Hobo's I have loved, v.1

It was hot, too hot for sleeping and too early to be awake. I rolled over. My girlfriend was still sleeping beside me, and Bro had abandoned us for the shade in his crate under the bed. I pulled aside the burlap curtain, hoping to let in a breeze. Instead I found a man holding his hands up to the hand prints on the bus, his face just inches from mine.

“Hey,” he laughed. “Your bus is sooo cool. This is the ultimate hippie bus, man, I fuckin love it and I was just thinking to myself there’d gotta be some fuckin awesome people that live in this thing.”

I blinked. He didn’t have any shoes and I wondered how his feet weren’t burning.

“Hey do you think I could come in and hang out with y’all?”

I blinked again. “Um, I’m kind of sleeping. Maybe in a little while?”

“Oh, sure,” he disappeared.

An hour later we were awake, the dogs were walked and fed, and we’d re-examined the brakes (which had caught on fire – and yes that’s an exaggeration, but so what?). Arizona truckstops are really awful places to be stuck. Oddly, I’ve been stuck at a few of them. The air brakes, which were piggybacked on hydraulic brakes, seemed to be stuck on. Not that we really knew what we were doing. A stray truck driver tried to convince us to just disconnect the air brakes, but despite our innocence we were both pretty sure that was a bad idea. So we called a tow truck.

Soon our shoeless friend was back. He did have one shoe, which he carried in his backpack in case he were ever to come upon another shoe. His backpack was otherwise full of sunglasses, which he had been stealing from truckstops and department stores all over the country as he hitchiked his way from Georgia to LA, where he planned to sell the sunglasses on the beach. He even demonstrated his sunglass stealing technique for us.

He was impressed by our copius, over loaded bookshelves. “What are you reading now?” he asked.

My girlfriend shrugged. She wasn’t really reading anything.

I held out The Secret Life of Plants, which is a really good amazing book that everyone should read and maybe I’ll write a review of it soon.

He got excited. “I love plants! Oh my god, you like plants too?! Dude, the other day I was at this truck stop in Texas and I was sitting under this, like, bush, and I was meditating on the meaning of life, yanno? Anyways, suddenly I was looking at the plant and I realized we’re ALL ONE!”

I nodded. My inner hustler approved of his use of plants to develop rapport, and the we’re all one stuff brought back good memories.

“The plants, the trees, me, you, the whole planet, we’re all, like, different parts of a whole!
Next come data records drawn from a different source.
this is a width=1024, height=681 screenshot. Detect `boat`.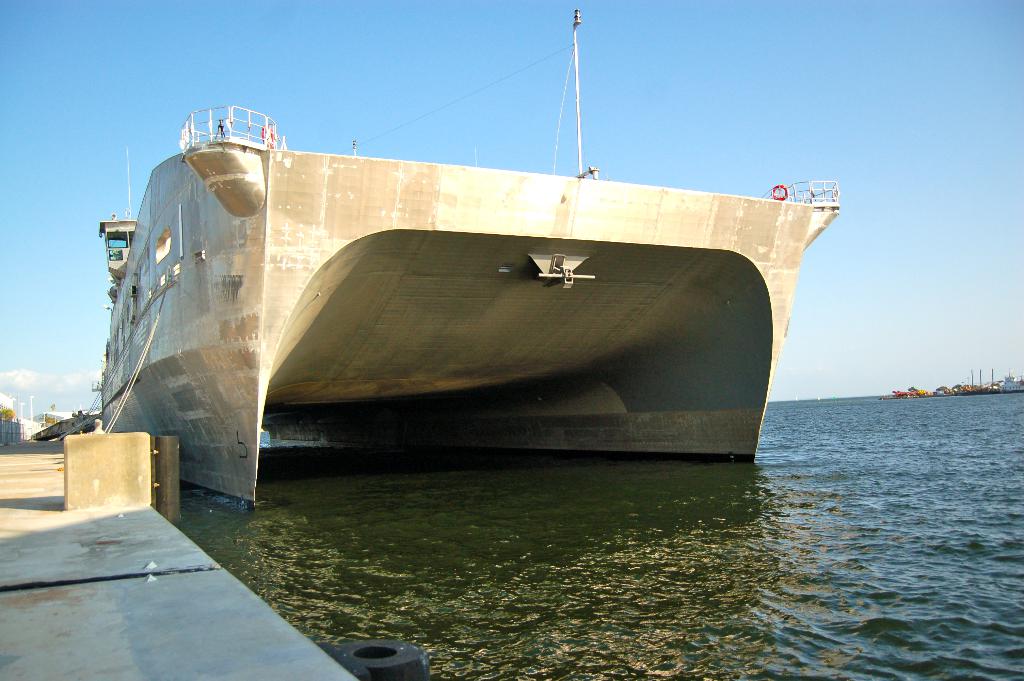
(72, 43, 852, 489).
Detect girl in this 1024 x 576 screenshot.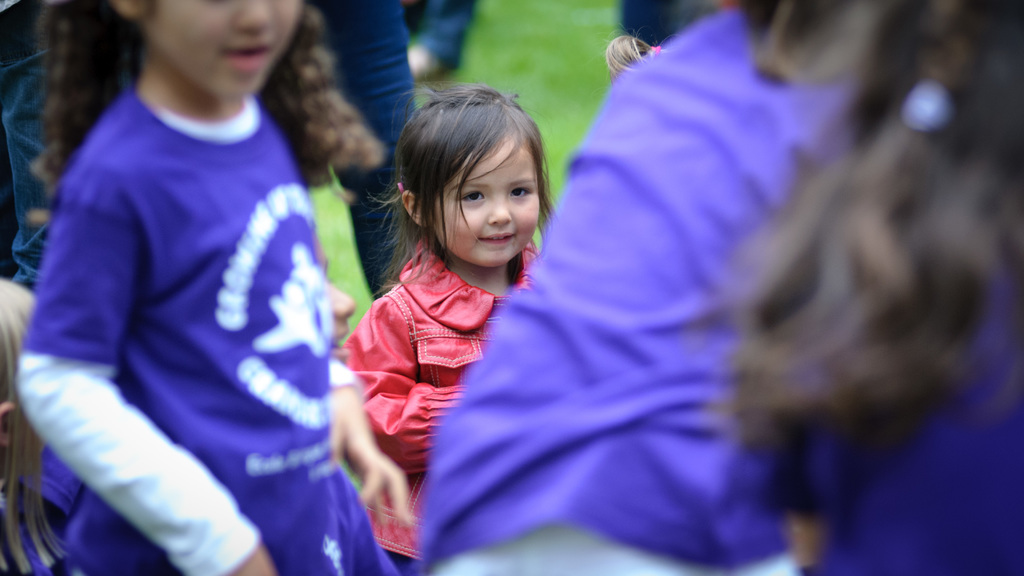
Detection: select_region(427, 0, 934, 575).
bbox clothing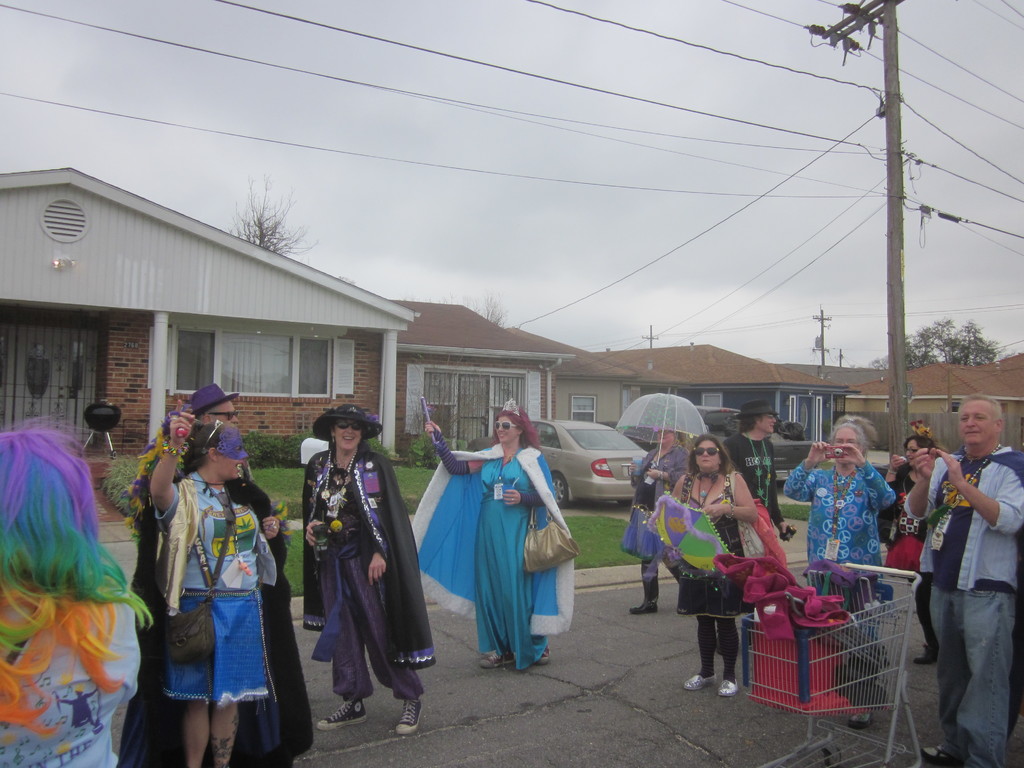
locate(724, 435, 784, 529)
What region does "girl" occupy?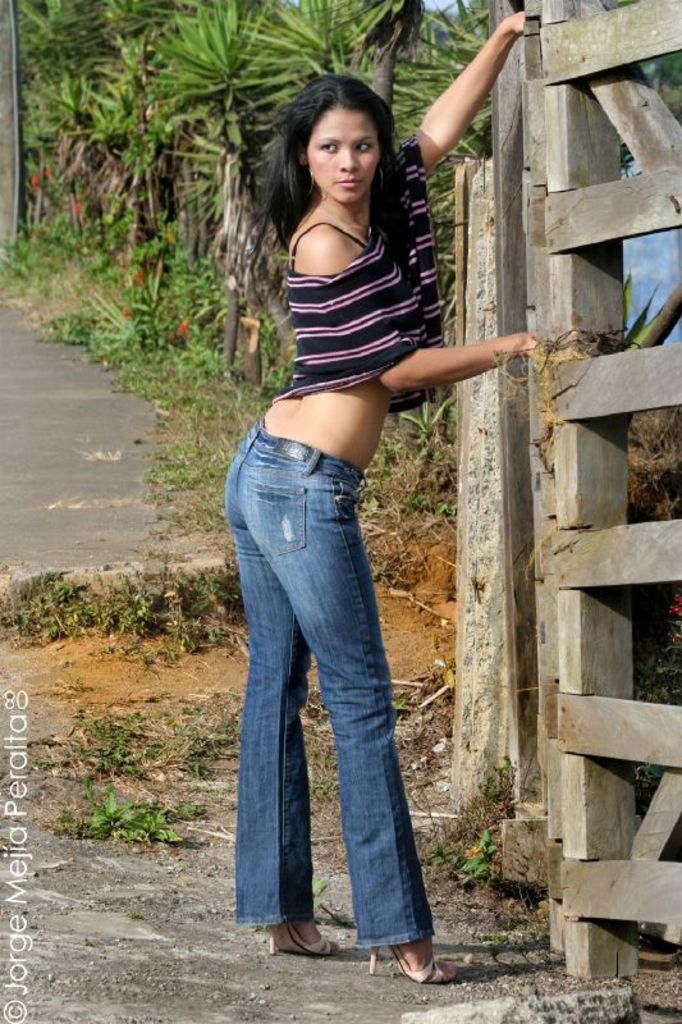
bbox=(223, 15, 535, 978).
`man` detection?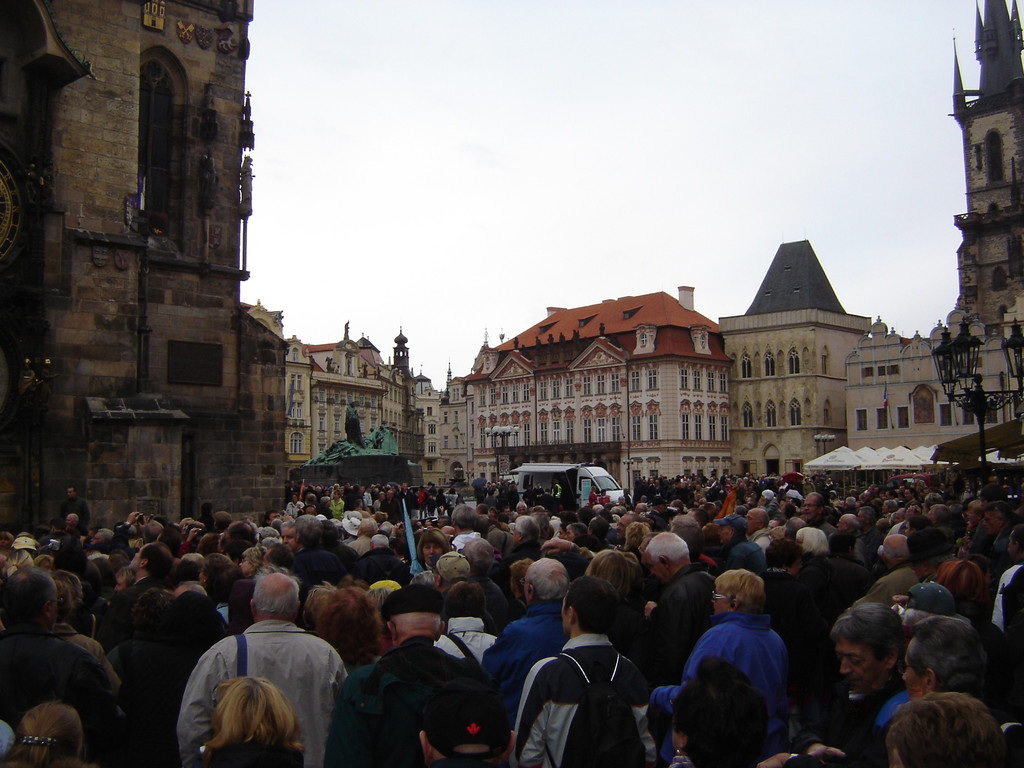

It’s so rad,” he continued. “And you know it’s because God gave his only son for us.”

WHAT?!? I wasn’t sure whether to laugh or not, but I just smiled a little and asked, “really?”

Apparently our shoeless shoplifting hippie friend was a Jesus Freak. He even had a small ministry, collecting Bibles and God Pamphlets from the many Christians who picked him up hitchiking, and redistributing them to his fellow hobos. But he wasn’t one to force it on people, he told us, so if we didn’t want to hear it he’d stop right now.

“Yeah, we don’t really want to hear it,” I told him.

“That’s cool, I totally respect that.”

Then he noticed my dulcimer and we talked music for a while. I played my song (the one and only song I’ve ever written). It turned out that he wrote songs too. Cool, sing one for us, I told him.

He pulled a notebook out of his backpack, all shy. “Are you sure? I’m not very good.”

“Of course!” I said.

“Okay, well, I write rap music…”

How strange. But that’s cool too.

He opened his notebook and started rapping, “I was sittin on a mountain, and God is good, the air’s so clean, cause he gave his son…”

Wow. I didn’t know what to say when he was done, so I offered him food. It turned out he didn’t have any food in his backpack, so that worked out.